The Benefits of Skipping – Exercising your Brain

I have been a member of the team at skip-hop for 12 years and before that I co-ran a company that brought the tuition of Samba percussion to school children. When researching the benefits of Samba and music in the healthy stimulation of developing brains I came across an observation by scientists in California, namely: Music education exercises the part of the brain that governs spatial perception and abstract reasoning skills.

It occurs to me that there are many parallels between the learning of music and rope skipping;

1) Audio Spatial Perception in Skipping

Samba percussion involves the rhythmical repetition of accented and un-accented beats where the protagonist must recognize both tempo and metre. They must then go on to develop both the ability to concentrate and of course to persevere in order to learn and maintain these rhythms. Skipping requires and develops;

  • Perseverance,
  • concentration
  • memory
  • recognition of beats both accented and un-accented
  • tempo
  • metre

Memory particularly comes into play (and I mean in this instance both senses of the word) with the introduction of skipping rhymes which are particularly used with long rope skipping (many examples of which can be found on our skippng-rhymes pages).

These rhymes are not only great fun but help to focus the skipper on the metre, which in this instance is the regular tap of the rope hitting the floor but also the tempo, the actual time it takes for the rope to go through a full revolution. Both of which are vital in order to skip successfully.

Long Rope Skipping is where the two turners of the rope must coordinate the metre of the turns with one another and work at a tempo attuned with the skill of the skipper. Accented and un-accented beats are notable here because for skipping beginners and younger children, the rope turners would turn the ropes to strike the floor only on the accented beats. For intermediate skippers the rope would strike the floor on every beat of the skipping rhyme.

Further more, recognition of both the metre and tempo is required by the skipper as he or she must enter and begin jumping exactly in time with the turners.

2) Visual Spatial Perception in Skipping

As if the aforementioned were not enough, skipping must combine the skills of rhythm and timing in relation to visual spatial perception by recognizing the skipping rope’s; distance, direction, speed and position.

All these calculations are performed very rapidly in the brain and then converted into movement by the skipper to enable him or her to perform the basic skipping techniques. Once these basic skips are mastered then there are ever more complex skipping techniques and skipping tricks which will further tax and therefore develop these emerging skills.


_WORK INSTRUCTIONS_
The response must contain every line from the records below that has "plot".

[Figure record extracts]
%%

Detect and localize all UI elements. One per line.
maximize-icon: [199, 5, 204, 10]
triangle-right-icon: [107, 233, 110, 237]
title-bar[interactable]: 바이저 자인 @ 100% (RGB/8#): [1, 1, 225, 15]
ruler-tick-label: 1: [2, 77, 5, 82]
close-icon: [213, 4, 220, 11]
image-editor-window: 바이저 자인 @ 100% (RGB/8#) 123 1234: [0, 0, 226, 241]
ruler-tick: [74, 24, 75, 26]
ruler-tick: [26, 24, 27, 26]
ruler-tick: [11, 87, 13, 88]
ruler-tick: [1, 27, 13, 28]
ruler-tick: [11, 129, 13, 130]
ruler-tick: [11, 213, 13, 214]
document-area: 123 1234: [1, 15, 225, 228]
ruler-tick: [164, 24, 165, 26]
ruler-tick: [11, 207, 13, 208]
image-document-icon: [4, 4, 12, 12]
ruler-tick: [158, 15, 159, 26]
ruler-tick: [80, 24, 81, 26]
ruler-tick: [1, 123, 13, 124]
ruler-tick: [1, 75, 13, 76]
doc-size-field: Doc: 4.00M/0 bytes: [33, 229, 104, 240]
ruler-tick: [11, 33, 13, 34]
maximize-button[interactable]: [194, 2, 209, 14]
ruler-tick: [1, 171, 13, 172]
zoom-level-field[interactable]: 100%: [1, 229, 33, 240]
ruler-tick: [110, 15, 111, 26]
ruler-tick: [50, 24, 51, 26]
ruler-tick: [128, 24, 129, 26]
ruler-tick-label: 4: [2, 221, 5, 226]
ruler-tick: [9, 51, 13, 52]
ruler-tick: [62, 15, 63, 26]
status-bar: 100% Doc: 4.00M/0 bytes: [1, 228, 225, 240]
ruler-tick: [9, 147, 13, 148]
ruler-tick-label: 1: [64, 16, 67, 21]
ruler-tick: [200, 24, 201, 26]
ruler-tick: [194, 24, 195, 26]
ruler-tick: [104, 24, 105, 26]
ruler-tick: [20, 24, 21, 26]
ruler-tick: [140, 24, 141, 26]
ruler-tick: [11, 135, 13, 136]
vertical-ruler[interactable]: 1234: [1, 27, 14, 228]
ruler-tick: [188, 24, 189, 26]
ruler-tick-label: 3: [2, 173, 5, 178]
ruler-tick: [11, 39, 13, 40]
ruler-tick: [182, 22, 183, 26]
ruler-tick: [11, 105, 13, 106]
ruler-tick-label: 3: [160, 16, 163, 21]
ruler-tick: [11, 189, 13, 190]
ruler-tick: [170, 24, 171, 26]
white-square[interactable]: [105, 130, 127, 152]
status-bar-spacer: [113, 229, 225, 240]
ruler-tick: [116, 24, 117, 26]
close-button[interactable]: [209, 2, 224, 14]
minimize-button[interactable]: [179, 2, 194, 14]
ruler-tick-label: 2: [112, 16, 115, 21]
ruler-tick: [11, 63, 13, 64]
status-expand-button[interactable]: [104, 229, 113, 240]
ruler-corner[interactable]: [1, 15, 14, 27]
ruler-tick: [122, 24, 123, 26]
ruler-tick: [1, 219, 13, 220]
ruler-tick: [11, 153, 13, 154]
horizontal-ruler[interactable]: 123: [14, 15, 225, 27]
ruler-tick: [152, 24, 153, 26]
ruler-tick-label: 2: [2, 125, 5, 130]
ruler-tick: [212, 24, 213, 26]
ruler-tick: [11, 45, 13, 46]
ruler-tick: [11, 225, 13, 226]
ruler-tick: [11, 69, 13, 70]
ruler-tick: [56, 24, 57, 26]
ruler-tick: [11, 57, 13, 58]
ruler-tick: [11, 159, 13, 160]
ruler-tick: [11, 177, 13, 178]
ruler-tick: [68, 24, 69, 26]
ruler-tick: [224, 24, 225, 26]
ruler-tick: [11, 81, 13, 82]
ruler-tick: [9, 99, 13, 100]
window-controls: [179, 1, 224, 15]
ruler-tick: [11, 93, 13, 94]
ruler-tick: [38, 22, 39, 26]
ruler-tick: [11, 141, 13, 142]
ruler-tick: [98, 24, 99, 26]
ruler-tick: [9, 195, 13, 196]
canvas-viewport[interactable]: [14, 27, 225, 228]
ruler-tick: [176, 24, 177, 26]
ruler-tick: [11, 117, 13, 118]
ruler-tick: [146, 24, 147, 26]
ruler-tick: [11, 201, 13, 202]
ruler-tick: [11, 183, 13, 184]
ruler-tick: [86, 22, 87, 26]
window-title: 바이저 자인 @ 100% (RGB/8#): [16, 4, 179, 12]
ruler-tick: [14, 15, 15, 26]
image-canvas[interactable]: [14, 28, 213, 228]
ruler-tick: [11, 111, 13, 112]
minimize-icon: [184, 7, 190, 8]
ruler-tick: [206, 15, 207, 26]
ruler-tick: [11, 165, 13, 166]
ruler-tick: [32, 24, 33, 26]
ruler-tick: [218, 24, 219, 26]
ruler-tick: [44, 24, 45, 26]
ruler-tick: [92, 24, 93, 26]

%%
%%

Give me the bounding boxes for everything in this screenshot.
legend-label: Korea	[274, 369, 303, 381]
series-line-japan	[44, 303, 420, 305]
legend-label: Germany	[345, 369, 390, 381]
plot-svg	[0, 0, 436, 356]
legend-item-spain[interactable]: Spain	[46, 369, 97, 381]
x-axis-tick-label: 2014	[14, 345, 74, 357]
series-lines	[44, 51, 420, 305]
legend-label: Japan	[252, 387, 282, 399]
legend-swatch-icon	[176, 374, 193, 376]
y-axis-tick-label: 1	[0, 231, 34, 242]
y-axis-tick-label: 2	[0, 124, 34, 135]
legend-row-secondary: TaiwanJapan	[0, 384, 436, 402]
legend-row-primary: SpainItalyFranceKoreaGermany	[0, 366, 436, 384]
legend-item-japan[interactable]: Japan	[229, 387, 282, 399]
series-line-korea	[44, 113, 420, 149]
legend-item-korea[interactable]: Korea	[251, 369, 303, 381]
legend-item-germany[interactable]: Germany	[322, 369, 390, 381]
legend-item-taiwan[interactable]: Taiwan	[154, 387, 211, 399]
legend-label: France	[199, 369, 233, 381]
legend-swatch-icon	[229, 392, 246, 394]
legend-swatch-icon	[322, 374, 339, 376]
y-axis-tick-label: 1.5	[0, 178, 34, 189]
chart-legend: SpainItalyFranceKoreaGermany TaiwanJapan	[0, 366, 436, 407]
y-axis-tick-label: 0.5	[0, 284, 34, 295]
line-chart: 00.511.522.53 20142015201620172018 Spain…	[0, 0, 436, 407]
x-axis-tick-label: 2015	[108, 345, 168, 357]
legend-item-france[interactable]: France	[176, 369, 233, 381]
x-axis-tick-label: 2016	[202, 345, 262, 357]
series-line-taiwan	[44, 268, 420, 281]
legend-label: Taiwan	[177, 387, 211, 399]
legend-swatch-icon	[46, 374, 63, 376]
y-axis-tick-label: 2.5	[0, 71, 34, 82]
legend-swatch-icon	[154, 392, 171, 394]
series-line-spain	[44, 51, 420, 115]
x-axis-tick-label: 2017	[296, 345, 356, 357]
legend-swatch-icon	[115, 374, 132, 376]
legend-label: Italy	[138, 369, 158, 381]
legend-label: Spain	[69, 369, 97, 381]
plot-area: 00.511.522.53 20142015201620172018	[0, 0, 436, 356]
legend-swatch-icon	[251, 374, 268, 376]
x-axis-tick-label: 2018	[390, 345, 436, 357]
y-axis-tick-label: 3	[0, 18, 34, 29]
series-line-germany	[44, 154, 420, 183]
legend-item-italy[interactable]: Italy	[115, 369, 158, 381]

%%

_EXERCISE OUTPUT_
plot-svg	[0, 0, 436, 356]
plot-area: 00.511.522.53 20142015201620172018	[0, 0, 436, 356]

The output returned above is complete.